Incendiary words, spoken to children who epitomize the best and the brightest of what this country has to offer.  The problem is that the “best” and the “brightest” have ceased to have any real meaning.

We are the educated middle class, the loving parents of these kids.  And we have created a protective aura around our children. Just as we remove all manner of objects and food groups that might harm them physically, we remove any sort of failure that might harm their little psyches. Because we believe them to be so special and so perfect, we make sure the world sees them in the same way. 

We email or fax reports to school and make no pretense that they are coming from Johnny. We expect A’s, with no concern that A’s have thus become meaningless. We graduate children who can barely read and who cannot think for themselves.

We fight to have Johnny admitted to special ed classes, believing it is better to have the label of special ed than to be “regular.” Regular, average, and normal are no longer acceptable terms for our children.

If Johnny is above average, we demand the designation “gifted.”  And we are willing to pay handsomely for it, to bypass the system and get the results we want from those who provide independent educational assessments.

We demand that Johnny makes the most competitive sports team.  We don’t care that his making the team might mean that the team will lose or that a worthy child won’t then get a slot that he deserves to get because our child took his place.

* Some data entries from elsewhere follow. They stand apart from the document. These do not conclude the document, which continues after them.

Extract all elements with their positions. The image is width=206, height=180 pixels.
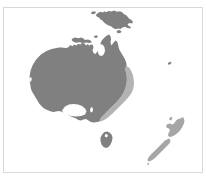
region-stewart-island bbox=[147, 163, 149, 165]
region-new-caledonia bbox=[168, 62, 172, 65]
region-new-zealand-south-island bbox=[148, 133, 174, 162]
region-indonesian-islands bbox=[72, 35, 99, 43]
region-tasmania bbox=[101, 132, 113, 149]
oceania-map-svg bbox=[0, 0, 206, 180]
region-new-zealand-north-island bbox=[166, 117, 185, 138]
region-papua-new-guinea bbox=[91, 11, 133, 34]
oceania-map-figure: Oceania bbox=[0, 0, 206, 180]
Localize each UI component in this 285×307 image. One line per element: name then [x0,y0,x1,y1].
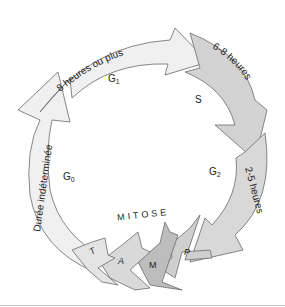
stage-label-m: M [149,260,157,270]
phase-label-g0: G0 [63,171,75,183]
phase-label-g2: G2 [209,166,221,178]
stage-label-p: P [184,247,190,257]
phase-arrow-g1 [40,28,208,112]
stage-label-a: A [117,256,124,266]
phase-label-s: S [195,94,202,105]
phase-label-g1: G1 [108,73,120,85]
mitosis-label: MITOSE [117,207,170,222]
cell-cycle-diagram: 8 heures ou plus 6-8 heures 2-5 heures D… [0,0,285,307]
bottom-divider [0,305,285,306]
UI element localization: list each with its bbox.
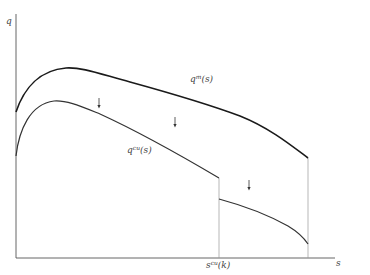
curve-qm (16, 68, 308, 158)
y-axis-label-text: q (6, 16, 12, 26)
qcu-sup: cu (133, 144, 140, 151)
x-axis-label-text: s (336, 258, 341, 268)
down-arrow-icon (247, 180, 250, 191)
x-axis-label: s (336, 259, 341, 268)
diagram-canvas (0, 0, 370, 275)
curve-qcu-right (219, 199, 308, 244)
curve-label-qcu: qcu(s) (127, 145, 152, 155)
qcu-arg: (s) (140, 145, 152, 155)
down-arrow-icon (97, 98, 100, 109)
scu-arg: (k) (218, 260, 230, 270)
y-axis-label: q (6, 17, 12, 26)
curve-label-qm: qm(s) (190, 74, 213, 84)
down-arrow-icon (173, 117, 176, 128)
curve-qcu-left (16, 101, 219, 178)
x-tick-label-scu: scu(k) (206, 260, 230, 270)
scu-sup: cu (211, 259, 218, 266)
qm-arg: (s) (201, 74, 213, 84)
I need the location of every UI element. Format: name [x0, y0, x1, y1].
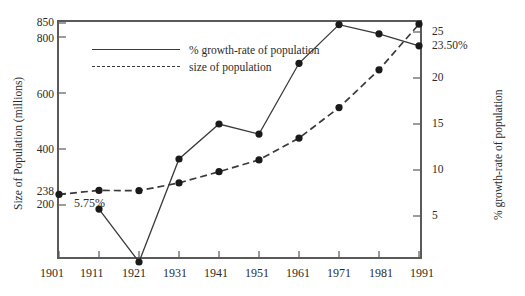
axis-ticks	[57, 23, 422, 259]
data-point-marker	[415, 21, 422, 28]
series-line-growth-rate	[99, 25, 419, 262]
data-point-marker	[375, 30, 382, 37]
data-point-marker	[175, 179, 182, 186]
series-line-population	[59, 24, 419, 194]
data-point-marker	[335, 21, 342, 28]
data-series-group	[55, 21, 422, 266]
data-point-marker	[135, 187, 142, 194]
data-point-marker	[335, 104, 342, 111]
chart-data-overlay	[0, 0, 525, 296]
data-point-marker	[415, 42, 422, 49]
data-point-marker	[295, 135, 302, 142]
data-point-marker	[95, 187, 102, 194]
data-point-marker	[215, 168, 222, 175]
data-point-marker	[255, 131, 262, 138]
data-point-marker	[55, 191, 62, 198]
data-point-marker	[215, 120, 222, 127]
data-point-marker	[175, 155, 182, 162]
data-point-marker	[375, 66, 382, 73]
data-point-marker	[95, 206, 102, 213]
population-growth-chart: 850 800 600 400 238 200 25 23.50% 20 15 …	[0, 0, 525, 296]
data-point-marker	[255, 156, 262, 163]
data-point-marker	[135, 258, 142, 265]
data-point-marker	[295, 60, 302, 67]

We are incensed if a teacher tells us that Johnny isn’t special, or worse, that he is falling behind. We storm into the school and berate the principal for the stupidity of the teacher.

We treat our children’s teachers and coaches like we treat other drivers on the road.  They are mere impediments to our getting where we want to be in the most efficient way possible. When we cause an accident, we blame the other driver.  When our child fails, we blame the system. We are thus shocked that Perfect Little Johnny turns out to be someone who doesn’t quite come up to the expectations we had for him.

As Newsweek says in a piece titled “Generation ‘Special,’’ “…it seems that affluent parents now have a major beef with how their offspring…correction, the offspring of others…are turning out. Just a bit entitled perhaps? A little unrealistic in expectations? A little complacent?” 

There are many caring (and realistic) parents out there, who don’t steamroll over the system.  There are many students graduating from high schools who are hardworking and who have never expected anything they didn’t deserve. But there are also many of the others.

These other kids will graduate, some with honors, and go on to colleges they never should have gotten into.  They will sit in classes they don’t deserve to be in, and they will struggle to get by or they will simply drop out. But few of them will understand why this has happened to them, and fewer, still, will place any responsibility on themselves.

From Newsweek: “…we’ve given our children everything except for the thing they need most and the thing no one can provide, the ability to find their own core passion without artificial support.  And the understanding of how much work, how much sheer effort, it takes to succeed.”